Show $2^{100} + 3^{100} \lt 4^{100}$

My Attempt

$$2^{100} + 3^{100} \lt 4^{100}$$

Rewriting $4^{100}$ as $2^{200}$

$$\implies 3^{100} \lt 2^{200} - 2^{100}$$

$$\implies 3^{100} \lt 2^{100}(2^{100} - 1)$$

As $2^{99} \lt 2^{100} - 1$, to prove our original statement it is sufficient to show $3^{100} \lt 2^{100}(2^{99})$

$$3^{100} \lt 2^{100}(2^{99})$$

$$\implies 3^{100} \lt 2^{199}$$

Making the power of 2 a nicer number

$$\implies 2(3^{100}) \lt 2^{200}$$

$$\implies 2(3^{100}) \lt 4^{100}$$

$$\implies 2 \lt \frac{4^{100}}{3^{100}}$$

$$\implies 2 \lt (\frac{4}{3})^{100}$$

I can show this by looking at smaller powers of the ratio $\frac{4}{3}$

$$(\frac{4}{3})^{3} = \frac{64}{27} \gt 2$$

$$\implies 2 \lt (\frac{4}{3})^{3} \lt (\frac{4}{3})^{100}$$

Thus the original inequality holds. QED

Questions

Is this prove rigorous enough?

Have I made any assumptions that are non-trivial and should be shown?

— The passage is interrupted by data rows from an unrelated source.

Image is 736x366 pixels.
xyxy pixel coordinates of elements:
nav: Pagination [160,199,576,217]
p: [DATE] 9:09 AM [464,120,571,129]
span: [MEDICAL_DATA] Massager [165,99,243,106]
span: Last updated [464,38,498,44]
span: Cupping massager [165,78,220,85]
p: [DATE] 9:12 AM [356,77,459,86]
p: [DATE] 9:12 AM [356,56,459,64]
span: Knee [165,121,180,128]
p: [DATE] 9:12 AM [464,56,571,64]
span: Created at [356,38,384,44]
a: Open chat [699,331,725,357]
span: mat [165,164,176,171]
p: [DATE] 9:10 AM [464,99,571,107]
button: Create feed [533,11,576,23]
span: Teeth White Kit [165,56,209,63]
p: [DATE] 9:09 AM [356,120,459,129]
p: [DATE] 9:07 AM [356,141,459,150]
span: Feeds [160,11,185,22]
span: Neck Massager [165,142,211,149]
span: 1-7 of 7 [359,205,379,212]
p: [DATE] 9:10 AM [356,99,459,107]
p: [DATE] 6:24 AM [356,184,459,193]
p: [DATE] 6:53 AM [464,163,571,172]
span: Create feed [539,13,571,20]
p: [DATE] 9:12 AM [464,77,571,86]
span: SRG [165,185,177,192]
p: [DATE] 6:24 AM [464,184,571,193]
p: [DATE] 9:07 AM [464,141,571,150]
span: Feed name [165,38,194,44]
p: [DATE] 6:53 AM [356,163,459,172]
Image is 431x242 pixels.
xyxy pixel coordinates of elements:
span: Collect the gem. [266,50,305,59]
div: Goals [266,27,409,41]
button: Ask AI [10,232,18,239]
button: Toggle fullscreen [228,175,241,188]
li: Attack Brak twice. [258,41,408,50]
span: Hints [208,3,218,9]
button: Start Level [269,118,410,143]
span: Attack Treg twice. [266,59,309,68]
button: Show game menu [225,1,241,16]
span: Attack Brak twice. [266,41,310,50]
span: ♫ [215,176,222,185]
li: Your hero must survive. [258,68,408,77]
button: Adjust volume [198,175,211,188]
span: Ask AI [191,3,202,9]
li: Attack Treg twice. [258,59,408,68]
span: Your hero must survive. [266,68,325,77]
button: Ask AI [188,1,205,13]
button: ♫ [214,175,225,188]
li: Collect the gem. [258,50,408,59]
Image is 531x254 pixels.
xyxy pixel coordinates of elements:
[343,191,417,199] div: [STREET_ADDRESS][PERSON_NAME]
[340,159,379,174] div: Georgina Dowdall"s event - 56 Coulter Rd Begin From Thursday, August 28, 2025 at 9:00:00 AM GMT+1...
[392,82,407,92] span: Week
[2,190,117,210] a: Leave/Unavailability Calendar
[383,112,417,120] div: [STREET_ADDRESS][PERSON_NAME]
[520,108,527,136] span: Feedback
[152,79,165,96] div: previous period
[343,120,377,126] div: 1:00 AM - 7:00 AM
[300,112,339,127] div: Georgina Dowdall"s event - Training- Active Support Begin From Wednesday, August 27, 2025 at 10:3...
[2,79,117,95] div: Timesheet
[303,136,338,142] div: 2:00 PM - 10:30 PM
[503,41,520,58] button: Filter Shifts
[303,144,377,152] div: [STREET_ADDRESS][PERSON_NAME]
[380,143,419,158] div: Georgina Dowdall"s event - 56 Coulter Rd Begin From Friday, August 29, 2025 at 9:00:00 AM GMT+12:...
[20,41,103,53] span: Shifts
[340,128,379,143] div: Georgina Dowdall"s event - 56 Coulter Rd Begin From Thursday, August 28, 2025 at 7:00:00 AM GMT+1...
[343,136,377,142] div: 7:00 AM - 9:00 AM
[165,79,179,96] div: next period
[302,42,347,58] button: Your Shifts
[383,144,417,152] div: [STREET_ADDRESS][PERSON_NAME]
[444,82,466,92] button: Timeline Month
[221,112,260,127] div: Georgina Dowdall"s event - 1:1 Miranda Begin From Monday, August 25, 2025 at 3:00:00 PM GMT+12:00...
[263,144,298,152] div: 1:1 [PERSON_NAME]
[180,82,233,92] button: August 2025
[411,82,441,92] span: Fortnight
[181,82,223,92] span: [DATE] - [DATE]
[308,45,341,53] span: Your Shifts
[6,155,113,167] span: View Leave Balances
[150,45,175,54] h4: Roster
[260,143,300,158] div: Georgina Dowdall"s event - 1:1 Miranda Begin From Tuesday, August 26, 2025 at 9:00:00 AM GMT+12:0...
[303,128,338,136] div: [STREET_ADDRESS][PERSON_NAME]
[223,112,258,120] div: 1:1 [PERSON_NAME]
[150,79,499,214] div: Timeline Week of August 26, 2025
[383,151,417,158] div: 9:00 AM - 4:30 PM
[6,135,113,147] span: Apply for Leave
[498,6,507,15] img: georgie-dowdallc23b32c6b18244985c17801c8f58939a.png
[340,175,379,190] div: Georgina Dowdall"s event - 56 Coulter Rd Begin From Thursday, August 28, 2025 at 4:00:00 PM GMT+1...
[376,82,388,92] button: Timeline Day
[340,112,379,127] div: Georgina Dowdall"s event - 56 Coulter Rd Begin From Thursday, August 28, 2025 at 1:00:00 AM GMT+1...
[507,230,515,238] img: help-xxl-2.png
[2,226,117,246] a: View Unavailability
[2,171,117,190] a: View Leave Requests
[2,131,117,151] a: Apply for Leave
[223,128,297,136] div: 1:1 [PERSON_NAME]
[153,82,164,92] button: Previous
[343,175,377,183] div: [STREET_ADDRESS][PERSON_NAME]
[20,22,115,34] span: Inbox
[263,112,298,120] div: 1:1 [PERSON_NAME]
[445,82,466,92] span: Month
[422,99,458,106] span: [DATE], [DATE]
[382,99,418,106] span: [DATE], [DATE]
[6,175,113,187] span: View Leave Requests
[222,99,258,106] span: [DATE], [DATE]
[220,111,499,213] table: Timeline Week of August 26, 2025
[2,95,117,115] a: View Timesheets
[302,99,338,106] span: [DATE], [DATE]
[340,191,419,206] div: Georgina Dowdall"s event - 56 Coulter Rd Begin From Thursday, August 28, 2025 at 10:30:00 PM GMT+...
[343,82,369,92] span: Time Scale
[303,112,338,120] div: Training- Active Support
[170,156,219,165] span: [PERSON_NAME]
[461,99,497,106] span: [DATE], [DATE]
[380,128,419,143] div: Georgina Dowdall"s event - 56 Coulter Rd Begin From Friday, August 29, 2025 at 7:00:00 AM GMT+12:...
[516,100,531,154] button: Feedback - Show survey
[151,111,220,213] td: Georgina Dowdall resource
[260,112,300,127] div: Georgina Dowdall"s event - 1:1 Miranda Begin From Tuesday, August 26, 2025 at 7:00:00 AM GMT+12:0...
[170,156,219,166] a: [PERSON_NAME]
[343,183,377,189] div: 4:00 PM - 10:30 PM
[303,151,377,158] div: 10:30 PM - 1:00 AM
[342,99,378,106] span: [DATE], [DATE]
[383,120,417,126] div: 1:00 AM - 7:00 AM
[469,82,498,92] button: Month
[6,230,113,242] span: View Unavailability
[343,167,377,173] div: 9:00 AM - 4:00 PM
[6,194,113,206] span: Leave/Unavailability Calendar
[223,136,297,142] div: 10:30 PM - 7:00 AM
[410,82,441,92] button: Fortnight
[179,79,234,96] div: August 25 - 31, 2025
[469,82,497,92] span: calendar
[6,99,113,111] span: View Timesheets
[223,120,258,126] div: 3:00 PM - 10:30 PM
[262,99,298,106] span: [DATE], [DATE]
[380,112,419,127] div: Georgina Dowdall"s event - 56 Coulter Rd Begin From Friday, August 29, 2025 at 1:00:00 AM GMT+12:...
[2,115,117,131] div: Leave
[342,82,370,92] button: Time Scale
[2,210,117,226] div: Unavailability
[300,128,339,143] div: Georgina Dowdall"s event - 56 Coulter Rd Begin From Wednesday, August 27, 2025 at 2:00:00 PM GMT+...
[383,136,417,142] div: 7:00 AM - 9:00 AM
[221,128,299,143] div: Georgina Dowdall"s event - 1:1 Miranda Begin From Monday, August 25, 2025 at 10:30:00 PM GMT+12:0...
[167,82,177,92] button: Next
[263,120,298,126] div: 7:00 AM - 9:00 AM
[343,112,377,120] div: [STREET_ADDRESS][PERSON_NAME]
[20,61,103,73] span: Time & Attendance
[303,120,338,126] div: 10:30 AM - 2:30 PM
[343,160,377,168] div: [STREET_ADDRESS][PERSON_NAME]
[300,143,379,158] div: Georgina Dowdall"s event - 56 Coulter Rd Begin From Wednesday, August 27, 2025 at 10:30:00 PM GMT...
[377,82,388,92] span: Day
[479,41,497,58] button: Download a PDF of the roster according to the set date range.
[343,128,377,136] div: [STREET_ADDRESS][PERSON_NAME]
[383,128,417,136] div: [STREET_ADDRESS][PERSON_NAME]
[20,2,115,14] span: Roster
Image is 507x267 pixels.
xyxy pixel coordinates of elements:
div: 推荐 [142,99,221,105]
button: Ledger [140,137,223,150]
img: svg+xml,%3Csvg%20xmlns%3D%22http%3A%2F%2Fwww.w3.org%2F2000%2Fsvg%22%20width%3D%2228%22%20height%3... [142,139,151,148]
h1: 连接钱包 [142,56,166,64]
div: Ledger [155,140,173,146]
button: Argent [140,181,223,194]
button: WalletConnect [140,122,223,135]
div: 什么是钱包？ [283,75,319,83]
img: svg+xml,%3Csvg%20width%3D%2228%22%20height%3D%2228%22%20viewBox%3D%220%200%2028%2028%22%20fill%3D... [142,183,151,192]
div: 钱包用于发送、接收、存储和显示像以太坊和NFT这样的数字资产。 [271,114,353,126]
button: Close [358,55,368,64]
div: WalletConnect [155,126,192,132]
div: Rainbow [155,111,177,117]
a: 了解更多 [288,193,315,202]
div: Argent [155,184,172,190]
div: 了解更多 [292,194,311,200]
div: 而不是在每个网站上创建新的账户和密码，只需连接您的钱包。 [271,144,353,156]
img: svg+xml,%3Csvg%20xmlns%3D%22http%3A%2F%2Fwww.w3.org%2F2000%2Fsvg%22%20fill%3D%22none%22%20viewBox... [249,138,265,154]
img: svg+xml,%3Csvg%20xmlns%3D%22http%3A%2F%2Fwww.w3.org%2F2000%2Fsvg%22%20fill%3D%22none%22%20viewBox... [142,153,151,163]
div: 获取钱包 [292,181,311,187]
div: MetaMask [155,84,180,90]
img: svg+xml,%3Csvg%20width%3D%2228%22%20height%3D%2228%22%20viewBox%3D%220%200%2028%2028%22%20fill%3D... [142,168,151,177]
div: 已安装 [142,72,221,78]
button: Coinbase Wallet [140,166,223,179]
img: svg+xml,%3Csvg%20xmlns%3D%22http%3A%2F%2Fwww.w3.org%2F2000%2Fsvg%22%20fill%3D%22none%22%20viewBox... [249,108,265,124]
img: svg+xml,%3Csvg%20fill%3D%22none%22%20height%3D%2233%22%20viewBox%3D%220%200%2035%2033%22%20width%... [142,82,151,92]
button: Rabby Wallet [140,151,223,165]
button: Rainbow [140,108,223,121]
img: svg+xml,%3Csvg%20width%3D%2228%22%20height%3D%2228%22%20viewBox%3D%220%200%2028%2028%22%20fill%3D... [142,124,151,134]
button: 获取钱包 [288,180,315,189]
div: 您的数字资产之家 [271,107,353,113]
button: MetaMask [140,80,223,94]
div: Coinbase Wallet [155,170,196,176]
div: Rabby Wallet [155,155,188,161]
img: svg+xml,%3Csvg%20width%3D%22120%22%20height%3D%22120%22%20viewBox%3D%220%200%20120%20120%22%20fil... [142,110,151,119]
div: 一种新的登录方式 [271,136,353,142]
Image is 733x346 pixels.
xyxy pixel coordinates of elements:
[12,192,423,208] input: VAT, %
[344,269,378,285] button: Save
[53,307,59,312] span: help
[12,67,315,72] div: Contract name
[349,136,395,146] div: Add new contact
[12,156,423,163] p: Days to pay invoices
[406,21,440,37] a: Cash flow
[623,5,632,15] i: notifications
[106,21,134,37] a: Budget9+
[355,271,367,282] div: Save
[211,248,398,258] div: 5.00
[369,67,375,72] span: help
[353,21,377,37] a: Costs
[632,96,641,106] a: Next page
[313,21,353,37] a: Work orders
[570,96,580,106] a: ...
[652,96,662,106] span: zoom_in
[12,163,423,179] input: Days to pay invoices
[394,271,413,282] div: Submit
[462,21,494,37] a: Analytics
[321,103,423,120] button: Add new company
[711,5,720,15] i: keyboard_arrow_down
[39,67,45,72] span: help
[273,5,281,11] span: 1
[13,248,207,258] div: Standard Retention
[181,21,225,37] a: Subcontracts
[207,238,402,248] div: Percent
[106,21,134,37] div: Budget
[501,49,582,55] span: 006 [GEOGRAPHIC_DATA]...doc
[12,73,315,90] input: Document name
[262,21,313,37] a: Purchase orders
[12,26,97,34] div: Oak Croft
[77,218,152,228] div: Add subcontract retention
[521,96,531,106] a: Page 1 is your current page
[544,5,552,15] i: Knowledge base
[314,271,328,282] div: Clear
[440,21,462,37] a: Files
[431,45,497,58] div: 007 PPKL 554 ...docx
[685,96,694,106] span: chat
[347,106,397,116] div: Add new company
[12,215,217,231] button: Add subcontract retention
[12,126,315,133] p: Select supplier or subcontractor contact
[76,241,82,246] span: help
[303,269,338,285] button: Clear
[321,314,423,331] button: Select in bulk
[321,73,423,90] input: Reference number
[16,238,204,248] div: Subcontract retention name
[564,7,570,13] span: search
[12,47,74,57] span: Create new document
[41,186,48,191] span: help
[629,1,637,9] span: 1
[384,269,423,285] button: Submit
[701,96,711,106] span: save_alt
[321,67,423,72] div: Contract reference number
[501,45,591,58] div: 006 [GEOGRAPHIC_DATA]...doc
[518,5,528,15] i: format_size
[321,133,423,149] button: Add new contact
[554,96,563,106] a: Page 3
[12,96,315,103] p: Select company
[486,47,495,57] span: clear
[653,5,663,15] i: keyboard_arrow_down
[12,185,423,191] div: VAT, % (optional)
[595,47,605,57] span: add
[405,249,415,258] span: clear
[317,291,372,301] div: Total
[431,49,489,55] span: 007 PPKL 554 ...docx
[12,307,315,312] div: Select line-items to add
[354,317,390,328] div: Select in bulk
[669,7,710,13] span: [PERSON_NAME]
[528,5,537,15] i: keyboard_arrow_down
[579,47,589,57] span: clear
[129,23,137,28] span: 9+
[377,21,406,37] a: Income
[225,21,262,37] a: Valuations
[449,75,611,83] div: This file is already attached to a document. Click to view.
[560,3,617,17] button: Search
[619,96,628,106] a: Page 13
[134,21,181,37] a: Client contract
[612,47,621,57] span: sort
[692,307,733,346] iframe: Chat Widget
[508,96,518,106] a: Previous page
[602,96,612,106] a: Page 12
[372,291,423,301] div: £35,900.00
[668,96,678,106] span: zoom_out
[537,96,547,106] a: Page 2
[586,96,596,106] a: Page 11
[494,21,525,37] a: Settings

Is there a more elegant method?

5

There are 5 best solutions below

0
On BEST ANSWER

This may seem nitpicky but be it is VERY important that when you start the proof with

$2^{100} + 3^{100} < 4^{100}$ that you state that you do NOT know that to be true but that that is your desired result.

And it is important that you don't say $2^{100} + 3^{100} < 4^{100} \implies 3^{100} < 2^{200} - 2^{100}$. That is claiming you are starting for a hypothesis (that you do not know) and are trying to conclude a result (that you do not want; you want the hypothesis).

What you should say is something like: " $2^{100} + 3^{100} < 4^{100}$ would be true if we could show $3^{100} < 2^{200} - 2^{100}$.

In other words, replace all $\implies$ with $\Leftarrow$ and .... presto, your proof works!

And it does. There is no error (other than the implication misdirection).

However it'd be better if you used this as a rough draft and worked forward not backwards.

$2 < (\frac 43)^3 < (\frac 43)^{100}\implies.... \implies 2^{100} + 3^{100} < 4^{100}$.

Although... now I'm getting into style critique... working forward yields other emphases and ... reveals a faster solution:

$(\frac 43)^3= \frac {64}{27} > 2$.

So $2 < (\frac 43)^3 < (\frac 43)^{100}$.

So $2*3^{100} < 4^{100}$

So $3^{100} + 3^{100} < 4^{100}$. As $1 < 2 <3$ we know $2^{100} < 3^{100}$.

So $2^{100} + 3^{100} < 3^{100} + 3^{100} <4^{100}$.

0
On

Because $$\left(\frac{1}{2}\right)^{100}+\left(\frac{3}{4}\right)^{100}<\frac{1}{2}+\left(\frac{27}{64}\right)^{\frac{100}{3}}<\frac{1}{2}+\frac{1}{2}=1.$$

2
On

Note that

$$2^{100} + 3^{100} < 3^{100}+ 3^{100}=2\cdot 3^{100}\lt 4^{100}\iff 2<\left(\frac43\right)^{3}<\left(\frac43\right)^{100}$$

1
On

As written, your proof is incorrect. The problem is that you started off with the inequality you want to prove and manipulated it until you found a true statement. This is logically incorrect and invalidates the proof. It's the same as writing

$$0 = 1 \implies 6 = 7$$ by adding $6$ to both sides; but since the hypothesis is wrong, there is nothing we can conclude.


However, your steps are all reversible. So you can replace the forward implications with the reverse ones, and the idea works. But you've only done the scratchwork, not the proof.

0
On

For fun:

Show:

$ 2^{100} \lt 4^{100} -3^{100}.$

Consider

$f(x)= x^{100}$, $x \gt 0,$ real.

MVT:

$\dfrac{f(4)-f(3)}{1} =f'(a)$,

where $3\lt a \lt 4$, i.e.

$4^{100} -3^{100} = 100(a)^{99} =(100/a)a^{100}.$

Hence :

$4^{100} -3^{100} = (100/a)a^{100} \gt (100/4)3^{100} =$

$(25)3^{100} \gt 2^{100}.$

Used: $f(x) =x^{100}$ is an increasing function.